I'm working with logistic regressions for the first time, and I'm trying to wrap my head around my results. I've read tutorials and other posts here on CV quite extensively, but I'm still unsure that I have this straight in my head.
I have used the logistic regression to determine how rate of change of a landscape (%) influences the climate-growth relationship (the binary variable - positive or negative) of individual trees.
Here is one of the logistic regression models, the summary, the CI, and the odds ratio that I calculated using exp(coefficient):
> glm_wintermin_neg<-glm(wintermin$Neg~wintermin$thaw, family="binomial")
> summary(glm_wintermin_neg)
Call:
glm(formula = wintermin$Neg ~ wintermin$thaw, family = "binomial")
Deviance Residuals:
Min 1Q Median 3Q Max
-0.6391 -0.5989 -0.5967 -0.3720 2.3261
Coefficients:
Estimate Std. Error z value Pr(>|z|)
(Intercept) -2.80287 0.55190 -5.079 3.8e-07 ***
wintermin$thaw 0.03136 0.01535 2.044 0.041 *
---
Signif. codes: 0 ‘***’ 0.001 ‘**’ 0.01 ‘*’ 0.05 ‘.’ 0.1 ‘ ’ 1
(Dispersion parameter for binomial family taken to be 1)
Null deviance: 290.64 on 349 degrees of freedom
Residual deviance: 285.28 on 348 degrees of freedom
AIC: 289.28
Number of Fisher Scoring iterations: 5
> confint(glm_wintermin_neg)
Waiting for profiling to be done...
2.5 % 97.5 %
(Intercept) -4.067980576 -1.85254625
wintermin$thaw 0.004366896 0.06591151
> exp(glm_wintermin_neg$coef)
(Intercept) wintermin$thaw
0.06063549 1.03185810
The odds ratio I calculated as 1.03, and this is significant (p = 0.041). My concern is that I have other non-significant (p > 0.1) models that have odds ratios that are very close to this odds ratio, but both slightly higher and slightly lower (OR = 1.019, 1.047) which set off some alarm bells. My interpretation is that what my results mean is that the odds of a negative response are 1.04x larger than a non-negative response. The reason for this particular model being significant vs. the others that have similar ORs I believe is because for the significant model, the CI doesn't encompass 1. If someone would be able to confirm my interpretations, and/or clarify areas that I'm off track, I would be very grateful.
Thanks in advance, and if there is any other information, code, or results that I can provide, please let me know.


> _Task brief_: Look through the data below and show every line that includes "Width".

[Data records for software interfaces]
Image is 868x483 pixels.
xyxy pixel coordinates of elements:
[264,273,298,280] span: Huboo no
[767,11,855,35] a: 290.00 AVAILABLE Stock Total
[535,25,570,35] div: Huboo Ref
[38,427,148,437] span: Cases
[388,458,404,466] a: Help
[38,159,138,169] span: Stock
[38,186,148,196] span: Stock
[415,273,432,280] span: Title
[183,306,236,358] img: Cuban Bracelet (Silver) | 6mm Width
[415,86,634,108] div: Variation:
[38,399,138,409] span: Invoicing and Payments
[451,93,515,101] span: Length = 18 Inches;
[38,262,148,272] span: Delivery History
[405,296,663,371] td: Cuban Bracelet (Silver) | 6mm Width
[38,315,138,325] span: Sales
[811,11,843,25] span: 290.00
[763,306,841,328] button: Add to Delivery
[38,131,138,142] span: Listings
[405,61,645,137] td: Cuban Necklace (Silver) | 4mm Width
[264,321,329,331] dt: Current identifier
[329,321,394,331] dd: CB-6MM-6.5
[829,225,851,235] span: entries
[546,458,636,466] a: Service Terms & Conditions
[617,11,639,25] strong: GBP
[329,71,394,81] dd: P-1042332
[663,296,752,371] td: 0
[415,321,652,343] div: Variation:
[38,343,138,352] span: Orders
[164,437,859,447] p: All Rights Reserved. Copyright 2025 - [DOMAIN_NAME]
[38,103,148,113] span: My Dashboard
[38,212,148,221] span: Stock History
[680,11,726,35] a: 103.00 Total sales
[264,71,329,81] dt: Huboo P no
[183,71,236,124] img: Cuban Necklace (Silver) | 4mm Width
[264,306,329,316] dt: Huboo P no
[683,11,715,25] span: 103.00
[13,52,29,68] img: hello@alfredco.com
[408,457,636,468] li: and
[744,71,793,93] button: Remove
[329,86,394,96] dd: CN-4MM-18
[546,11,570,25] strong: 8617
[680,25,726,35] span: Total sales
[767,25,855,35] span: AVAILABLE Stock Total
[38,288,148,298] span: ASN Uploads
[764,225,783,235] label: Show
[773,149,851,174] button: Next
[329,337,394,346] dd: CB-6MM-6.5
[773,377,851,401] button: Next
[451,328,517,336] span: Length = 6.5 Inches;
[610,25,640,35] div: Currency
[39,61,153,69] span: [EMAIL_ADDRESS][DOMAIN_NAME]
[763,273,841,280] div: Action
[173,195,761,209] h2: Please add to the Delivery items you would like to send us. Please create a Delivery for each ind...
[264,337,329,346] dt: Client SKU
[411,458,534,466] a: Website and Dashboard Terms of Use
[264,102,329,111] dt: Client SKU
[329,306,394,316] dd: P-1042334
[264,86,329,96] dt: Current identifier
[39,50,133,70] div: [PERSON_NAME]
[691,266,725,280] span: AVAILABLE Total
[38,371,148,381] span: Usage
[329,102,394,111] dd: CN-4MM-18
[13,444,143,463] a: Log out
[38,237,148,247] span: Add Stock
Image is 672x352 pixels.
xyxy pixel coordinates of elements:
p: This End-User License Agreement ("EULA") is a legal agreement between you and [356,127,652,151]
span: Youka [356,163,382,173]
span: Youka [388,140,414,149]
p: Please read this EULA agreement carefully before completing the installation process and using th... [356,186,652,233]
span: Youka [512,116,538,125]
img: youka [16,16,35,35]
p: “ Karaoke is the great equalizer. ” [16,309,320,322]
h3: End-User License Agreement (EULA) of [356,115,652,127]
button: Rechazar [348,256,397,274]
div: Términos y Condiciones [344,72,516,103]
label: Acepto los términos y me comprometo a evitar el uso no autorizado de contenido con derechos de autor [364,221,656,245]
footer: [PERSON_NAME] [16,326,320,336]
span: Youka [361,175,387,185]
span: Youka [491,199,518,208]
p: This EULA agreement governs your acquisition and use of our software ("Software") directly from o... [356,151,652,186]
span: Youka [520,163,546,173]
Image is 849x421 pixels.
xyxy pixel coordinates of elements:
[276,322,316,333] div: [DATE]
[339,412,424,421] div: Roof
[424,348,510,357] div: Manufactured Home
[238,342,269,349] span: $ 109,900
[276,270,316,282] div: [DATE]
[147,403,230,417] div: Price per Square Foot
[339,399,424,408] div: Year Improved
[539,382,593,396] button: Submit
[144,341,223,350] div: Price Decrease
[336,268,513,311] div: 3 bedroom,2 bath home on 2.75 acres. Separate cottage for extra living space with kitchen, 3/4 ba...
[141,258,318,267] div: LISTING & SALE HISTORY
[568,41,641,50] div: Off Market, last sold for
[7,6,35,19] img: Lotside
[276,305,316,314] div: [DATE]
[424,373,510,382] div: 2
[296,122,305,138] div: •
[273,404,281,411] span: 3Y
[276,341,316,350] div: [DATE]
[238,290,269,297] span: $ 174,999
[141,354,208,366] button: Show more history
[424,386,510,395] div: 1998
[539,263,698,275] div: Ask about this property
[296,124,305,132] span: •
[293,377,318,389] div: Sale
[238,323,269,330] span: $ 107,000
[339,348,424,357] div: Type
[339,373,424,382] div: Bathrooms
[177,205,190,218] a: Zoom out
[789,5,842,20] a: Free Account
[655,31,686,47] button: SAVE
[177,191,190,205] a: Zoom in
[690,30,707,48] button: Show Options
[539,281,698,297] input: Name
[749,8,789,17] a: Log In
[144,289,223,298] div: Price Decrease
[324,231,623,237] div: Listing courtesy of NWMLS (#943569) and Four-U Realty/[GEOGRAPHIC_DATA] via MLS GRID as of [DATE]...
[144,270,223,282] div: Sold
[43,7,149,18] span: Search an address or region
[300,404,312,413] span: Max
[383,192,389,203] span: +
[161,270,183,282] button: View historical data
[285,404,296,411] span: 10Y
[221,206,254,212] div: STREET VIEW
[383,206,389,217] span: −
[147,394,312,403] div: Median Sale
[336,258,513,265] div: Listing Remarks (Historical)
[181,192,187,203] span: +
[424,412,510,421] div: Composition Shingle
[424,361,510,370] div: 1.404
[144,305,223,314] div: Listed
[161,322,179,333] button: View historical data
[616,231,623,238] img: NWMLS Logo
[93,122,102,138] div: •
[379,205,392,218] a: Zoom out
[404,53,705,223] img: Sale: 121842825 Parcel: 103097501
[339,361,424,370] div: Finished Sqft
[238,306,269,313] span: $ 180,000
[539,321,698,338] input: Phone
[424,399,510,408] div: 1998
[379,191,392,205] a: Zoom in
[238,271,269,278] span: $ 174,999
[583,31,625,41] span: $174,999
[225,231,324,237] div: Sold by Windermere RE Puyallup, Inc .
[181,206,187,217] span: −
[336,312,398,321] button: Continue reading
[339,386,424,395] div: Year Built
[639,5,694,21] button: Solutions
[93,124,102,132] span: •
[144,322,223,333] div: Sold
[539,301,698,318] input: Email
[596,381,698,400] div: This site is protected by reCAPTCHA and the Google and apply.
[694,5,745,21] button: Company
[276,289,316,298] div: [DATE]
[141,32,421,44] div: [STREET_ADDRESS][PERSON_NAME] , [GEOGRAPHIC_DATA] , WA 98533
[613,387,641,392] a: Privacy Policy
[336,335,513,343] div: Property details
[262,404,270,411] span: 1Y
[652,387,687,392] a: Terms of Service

> _Answer to the exercise_:
[183,306,236,358] img: Cuban Bracelet (Silver) | 6mm Width
[405,296,663,371] td: Cuban Bracelet (Silver) | 6mm Width
[405,61,645,137] td: Cuban Necklace (Silver) | 4mm Width
[183,71,236,124] img: Cuban Necklace (Silver) | 4mm Width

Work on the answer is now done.